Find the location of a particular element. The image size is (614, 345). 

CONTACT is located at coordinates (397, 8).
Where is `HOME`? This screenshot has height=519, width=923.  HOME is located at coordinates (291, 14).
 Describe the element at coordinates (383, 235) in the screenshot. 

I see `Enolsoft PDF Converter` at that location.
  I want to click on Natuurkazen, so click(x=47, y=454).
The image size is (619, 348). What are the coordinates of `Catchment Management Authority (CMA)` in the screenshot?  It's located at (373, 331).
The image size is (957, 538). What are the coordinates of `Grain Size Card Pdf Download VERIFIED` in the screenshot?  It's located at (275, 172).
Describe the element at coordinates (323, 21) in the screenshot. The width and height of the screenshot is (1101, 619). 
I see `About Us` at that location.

= = = = = = =

--- Description of the task ---
May I have exactly the lines from the one containing "Describe the element at coordinates (383, 235)" through the last line of the data, both included?

--- Output for this exercise ---
 Describe the element at coordinates (383, 235) in the screenshot. 

I see `Enolsoft PDF Converter` at that location.
  I want to click on Natuurkazen, so click(x=47, y=454).
The image size is (619, 348). What are the coordinates of `Catchment Management Authority (CMA)` in the screenshot?  It's located at (373, 331).
The image size is (957, 538). What are the coordinates of `Grain Size Card Pdf Download VERIFIED` in the screenshot?  It's located at (275, 172).
Describe the element at coordinates (323, 21) in the screenshot. The width and height of the screenshot is (1101, 619). 
I see `About Us` at that location.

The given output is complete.